Hard to believe it has been with us since 1960!

Anyway you still have time to finish your day with a bang!

Ed

tom_k/mo
01-25-2010, 06:39 PM
In honor of the day, have a sheet of Virtual Bubble Wrap (http://takuhn.homeip.net/Games/bubblewrap.swf) on me...

Ed in Tampa
01-25-2010, 07:29 PM
Dude! I love the maniac mode!

foxtrapper
01-26-2010, 06:55 AM
My favorite bubble-wrap memories are of wraping up an aircraft carrier for bomb testing.

jdramsey
01-26-2010, 02:35 PM
In honor of the day, have a sheet of Virtual Bubble Wrap (http://takuhn.homeip.net/Games/bubblewrap.swf) on me...


I love it!!!!

jdramsey
01-26-2010, 02:35 PM
My favorite bubble-wrap memories are of wraping up an aircraft carrier for bomb testing.

An aircraft carrier?? OK, what's the story...please?

honeywell
01-27-2010, 03:21 AM
My favorite bubble-wrap memories are of wraping up an aircraft carrier for bomb testing.

I was on a carrier and I don't remember that??

foxtrapper
01-27-2010, 08:34 AM
An aircraft carrier?? OK, what's the story...please?

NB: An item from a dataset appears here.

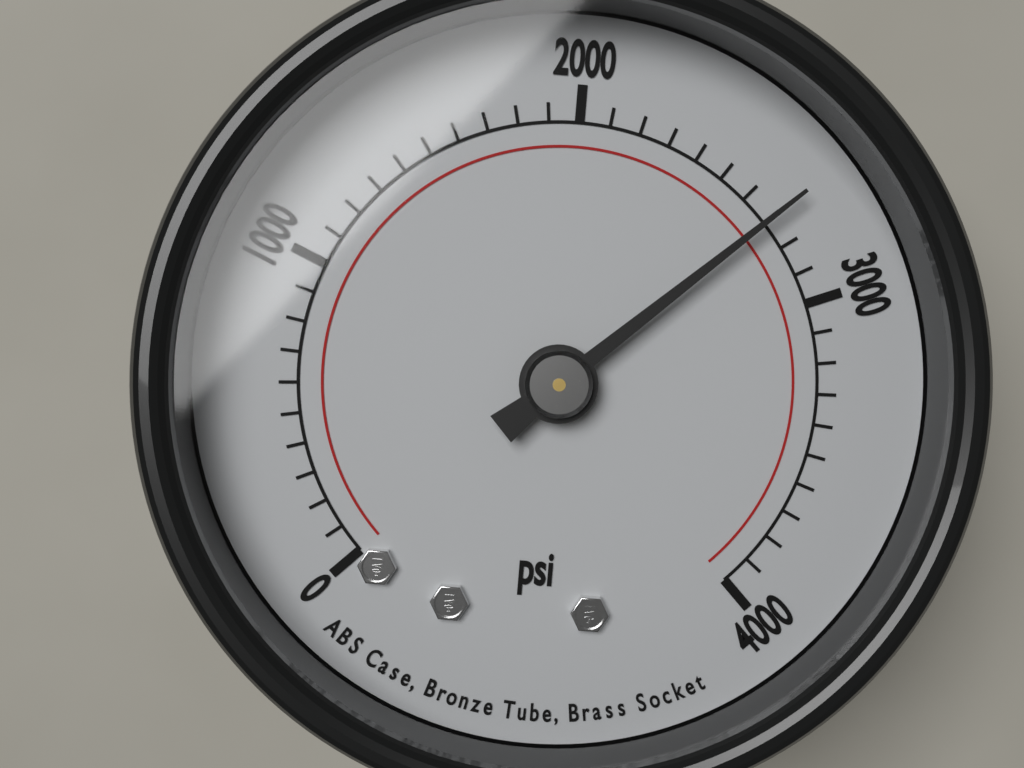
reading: 2700 psi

About 1983-4. The Navy realized they'd never actually tested the supercarriers to see just how well they would survive torpedo and bomb explosions. So my bird-farm was selected (CV-67). We spend months getting ready. Things like desks and file cabinets and tool boxes and such weren't of concern, so we bubble wrapped them. That or removed them from the ship. We stripped the ship of all the loose gear we didn't need. We bubble wrapped darn near everything else. The Navy was interested in the aircraft elevators, engines, boilers, hull integrity, etc. Things that couldn't be bubble wrapped and really would cripple or sink the ship.

So, after months of preparation and weeks of bubble wrapping, we steamed off to get blown up. Made for some fun rides. Explosions here, explosions there, big ones, little ones, nearby and farther away. Some were to punch holes, some were to break the back of the ship. Nothing like riding a carrier that's been thrown several hundred feet, Hang on!

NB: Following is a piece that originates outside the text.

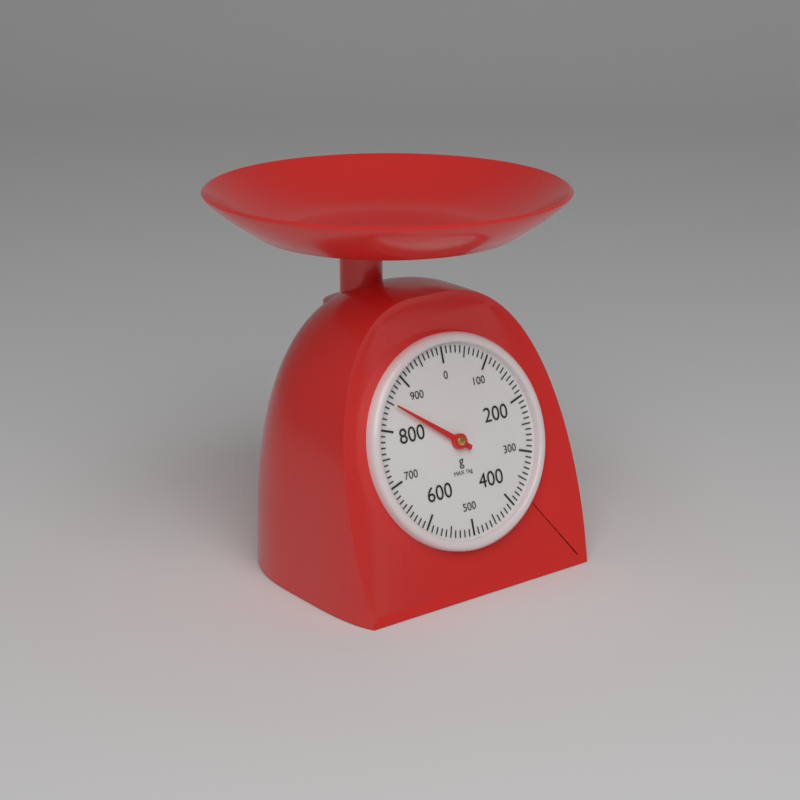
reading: 850 g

After something like two weeks of getting blown up it was learned that supercarriers can indeed survive some massive hits.

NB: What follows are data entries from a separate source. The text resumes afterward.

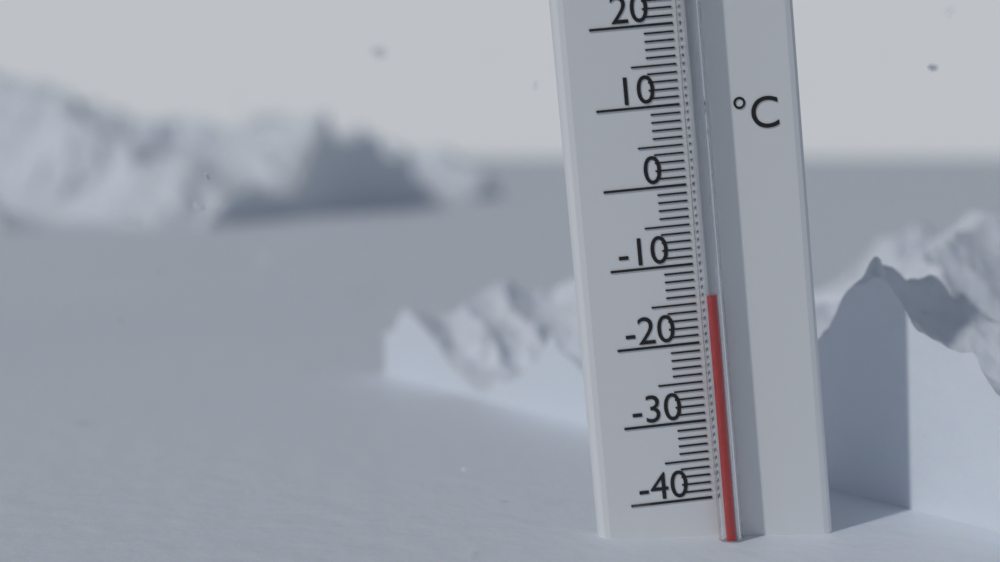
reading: -14 °C
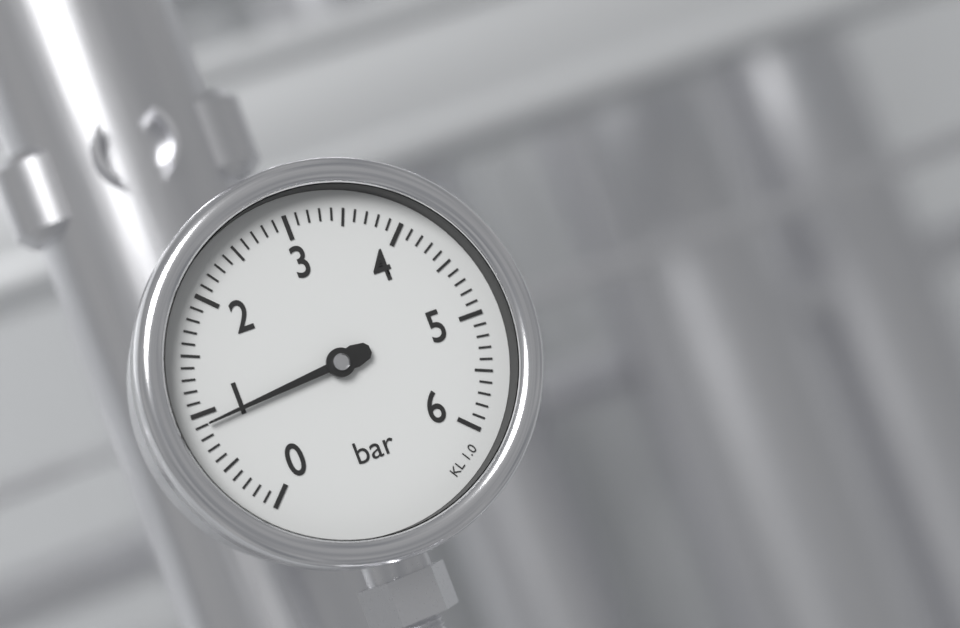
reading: 0.9 bar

For bubble wrapping, we had truckload after truckload of bubblewrap. Unlimited supply. The pier was covered in pallets of the stuff. Being mature anchor-clankers, we played. We'd make big piles of the stuff to jump into of the side of the ship. We'd throw forklifts and such into piles of it. We'd see how high we could get wrenches and such to bounce off the stuff. Great fun.